“emphasizing not the heroism of its soldiers but their weariness and daily hardships. Based on Pyle’s reports (collected in his 1943 book, Here Is Your War) the film details the grueling effect of extended combat service on a platoon of American soldiers the Italian campaign. Led by Lieutenant Walker ( Robert Mitchum) and accompanied by Pyle, the platoon slowly advances, experiencing both danger and boredom but very little in the way of glory.” (Booker, 1999, p.14)
Contemporary war movies as well as war journalism can do well by embracing such an attitude.
It is in recognition of the valuable sensibilities displayed through the film that it won four Academy Award nominations, including to Mitchum for best supporting actor and to the three screenwriters (two of whom, Endore and Stevenson, were prominent figures on the American cultural Left) for best screenplay. While some critics took the film’s grim depiction of war as an antiwar statement, James Agee insightfully notes that G.I. Joe is a “tragic and eternal work of art precisely because of its unflinching portrayal of the realities of combat. Pyle never saw the film; moving on to cover the war in the Pacific, he was killed there in the last months of the war.” (Harrison, 2001, p.86)
In conclusion, it would not be an exaggeration to say that the essence of The Story of G.I. Joe is the virtues exhibited by Ernie Pyle during his illustrious career. The most fitting tribute to the greatest American scribe of the last century comes from Stephen Harrison, who notes
“As a war correspondent, he deployed the same skills he’d used at home. But if the stateside columns were lively journalism, the wartime columns were masterpieces. Pyle did what nobody else did as well-capture the voice of the American GI, brave, terrified, noble…Daily journalism has an infinitesimal half-life, but the best of it sometimes endures, and Pyle’s was the best of the best. If you open one of the books compiled from his columns, you will find yourself reading for a long time. You may feel that all in all, this is a good place to honor a talented, restless man.” (Harrison, 2001, p.86)
Works Cited
Booker, M. Keith. 1999. Film and the American Left: A Research Guide. Westport, CT: Greenwood Press.
Harrison, S. L. 2001. Thirteen Hollywood Films Add Variety to Journalism History. Journalism & Mass Communication Educator 56, no. 1: 86+.
Holsinger, M. Paul and Mary Anne Schofield, eds. 1992. Visions of War: World War II in Popular Literature and Culture. Bowling Green, OH: Bowling Green State University Popular Press.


→ Task description
Search the material below for the string "marker" and extract each line that has it.
-------- Data shown --------
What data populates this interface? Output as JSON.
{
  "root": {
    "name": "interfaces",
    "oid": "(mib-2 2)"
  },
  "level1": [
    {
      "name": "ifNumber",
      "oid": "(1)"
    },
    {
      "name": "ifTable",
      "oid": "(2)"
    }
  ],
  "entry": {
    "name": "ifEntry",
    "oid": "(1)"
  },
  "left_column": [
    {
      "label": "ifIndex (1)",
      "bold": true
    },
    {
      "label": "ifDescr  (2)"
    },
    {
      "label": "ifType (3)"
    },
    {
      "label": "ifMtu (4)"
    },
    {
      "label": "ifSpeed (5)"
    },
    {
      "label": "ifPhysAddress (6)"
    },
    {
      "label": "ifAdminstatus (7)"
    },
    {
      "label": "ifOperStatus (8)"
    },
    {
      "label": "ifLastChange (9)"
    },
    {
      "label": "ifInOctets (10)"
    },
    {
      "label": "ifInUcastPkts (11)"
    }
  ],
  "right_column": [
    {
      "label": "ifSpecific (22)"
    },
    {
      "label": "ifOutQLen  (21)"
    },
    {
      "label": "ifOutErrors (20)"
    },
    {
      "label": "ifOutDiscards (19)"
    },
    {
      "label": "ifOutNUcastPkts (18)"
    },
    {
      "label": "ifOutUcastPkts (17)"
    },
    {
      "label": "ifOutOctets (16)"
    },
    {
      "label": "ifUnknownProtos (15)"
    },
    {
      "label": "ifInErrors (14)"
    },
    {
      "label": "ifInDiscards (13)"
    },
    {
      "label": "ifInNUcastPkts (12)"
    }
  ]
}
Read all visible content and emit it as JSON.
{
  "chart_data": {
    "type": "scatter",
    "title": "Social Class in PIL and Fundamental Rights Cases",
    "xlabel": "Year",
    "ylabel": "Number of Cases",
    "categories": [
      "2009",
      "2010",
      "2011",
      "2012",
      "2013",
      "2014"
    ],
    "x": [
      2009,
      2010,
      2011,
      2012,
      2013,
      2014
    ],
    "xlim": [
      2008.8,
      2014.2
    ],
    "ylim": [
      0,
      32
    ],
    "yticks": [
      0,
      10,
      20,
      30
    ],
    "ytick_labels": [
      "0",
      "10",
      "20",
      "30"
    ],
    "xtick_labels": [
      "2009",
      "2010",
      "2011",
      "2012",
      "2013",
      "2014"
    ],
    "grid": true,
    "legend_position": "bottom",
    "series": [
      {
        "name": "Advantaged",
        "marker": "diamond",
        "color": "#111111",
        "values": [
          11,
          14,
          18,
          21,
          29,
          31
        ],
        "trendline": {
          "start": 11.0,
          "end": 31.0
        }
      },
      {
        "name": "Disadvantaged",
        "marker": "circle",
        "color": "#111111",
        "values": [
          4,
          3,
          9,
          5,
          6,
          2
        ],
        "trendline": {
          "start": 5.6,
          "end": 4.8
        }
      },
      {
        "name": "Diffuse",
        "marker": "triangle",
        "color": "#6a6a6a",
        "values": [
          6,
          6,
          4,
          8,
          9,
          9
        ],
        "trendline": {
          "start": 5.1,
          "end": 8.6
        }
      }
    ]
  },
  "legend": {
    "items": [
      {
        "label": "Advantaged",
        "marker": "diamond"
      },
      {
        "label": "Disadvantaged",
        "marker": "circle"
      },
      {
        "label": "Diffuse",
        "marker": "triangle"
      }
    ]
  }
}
--------
-------- Data shown --------
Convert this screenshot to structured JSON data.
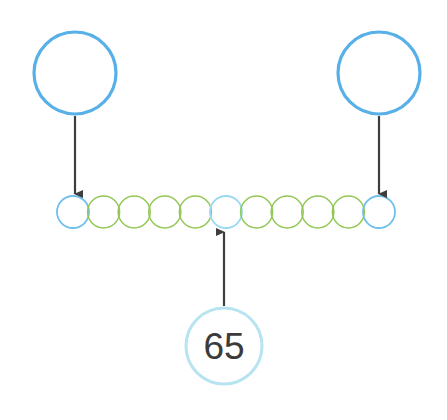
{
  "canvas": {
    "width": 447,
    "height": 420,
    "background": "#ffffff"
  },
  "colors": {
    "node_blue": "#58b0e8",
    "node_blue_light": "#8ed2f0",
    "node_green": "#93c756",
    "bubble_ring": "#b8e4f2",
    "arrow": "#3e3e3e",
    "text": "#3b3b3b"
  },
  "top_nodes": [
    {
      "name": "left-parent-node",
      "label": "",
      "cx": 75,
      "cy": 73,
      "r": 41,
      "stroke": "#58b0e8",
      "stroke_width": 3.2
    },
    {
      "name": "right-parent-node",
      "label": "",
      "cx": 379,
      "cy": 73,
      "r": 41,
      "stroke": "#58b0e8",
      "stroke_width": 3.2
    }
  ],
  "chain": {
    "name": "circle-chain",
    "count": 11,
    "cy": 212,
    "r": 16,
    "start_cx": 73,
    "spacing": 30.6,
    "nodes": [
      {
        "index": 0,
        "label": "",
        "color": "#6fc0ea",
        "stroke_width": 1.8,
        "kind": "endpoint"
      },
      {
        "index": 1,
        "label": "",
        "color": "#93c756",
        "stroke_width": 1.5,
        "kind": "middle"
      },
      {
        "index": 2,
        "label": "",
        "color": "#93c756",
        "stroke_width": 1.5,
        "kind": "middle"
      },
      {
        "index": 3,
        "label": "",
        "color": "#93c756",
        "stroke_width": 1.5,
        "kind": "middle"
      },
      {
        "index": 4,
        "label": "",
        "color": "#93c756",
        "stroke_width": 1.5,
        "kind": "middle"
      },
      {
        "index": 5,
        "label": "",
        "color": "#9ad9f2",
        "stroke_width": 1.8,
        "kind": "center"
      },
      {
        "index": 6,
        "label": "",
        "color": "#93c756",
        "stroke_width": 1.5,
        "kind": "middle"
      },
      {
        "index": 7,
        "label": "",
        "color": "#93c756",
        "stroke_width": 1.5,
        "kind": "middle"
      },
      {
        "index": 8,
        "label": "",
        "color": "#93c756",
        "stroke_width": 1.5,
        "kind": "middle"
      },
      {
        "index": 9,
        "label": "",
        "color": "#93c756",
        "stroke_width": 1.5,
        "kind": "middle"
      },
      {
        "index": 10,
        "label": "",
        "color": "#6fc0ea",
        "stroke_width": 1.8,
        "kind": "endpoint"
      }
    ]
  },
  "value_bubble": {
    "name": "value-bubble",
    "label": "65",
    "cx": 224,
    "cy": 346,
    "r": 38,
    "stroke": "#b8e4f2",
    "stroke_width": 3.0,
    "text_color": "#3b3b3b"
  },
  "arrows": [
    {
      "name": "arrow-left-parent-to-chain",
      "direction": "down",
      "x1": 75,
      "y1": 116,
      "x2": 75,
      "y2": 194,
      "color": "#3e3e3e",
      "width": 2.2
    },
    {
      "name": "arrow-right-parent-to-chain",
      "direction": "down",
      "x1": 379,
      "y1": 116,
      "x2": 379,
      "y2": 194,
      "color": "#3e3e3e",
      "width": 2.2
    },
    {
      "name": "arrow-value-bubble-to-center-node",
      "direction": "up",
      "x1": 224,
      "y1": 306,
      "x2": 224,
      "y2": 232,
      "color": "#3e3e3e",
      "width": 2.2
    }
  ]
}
--------
→ Solution for this task
        "marker": "diamond",
        "marker": "circle",
        "marker": "triangle",
        "marker": "diamond"
        "marker": "circle"
        "marker": "triangle"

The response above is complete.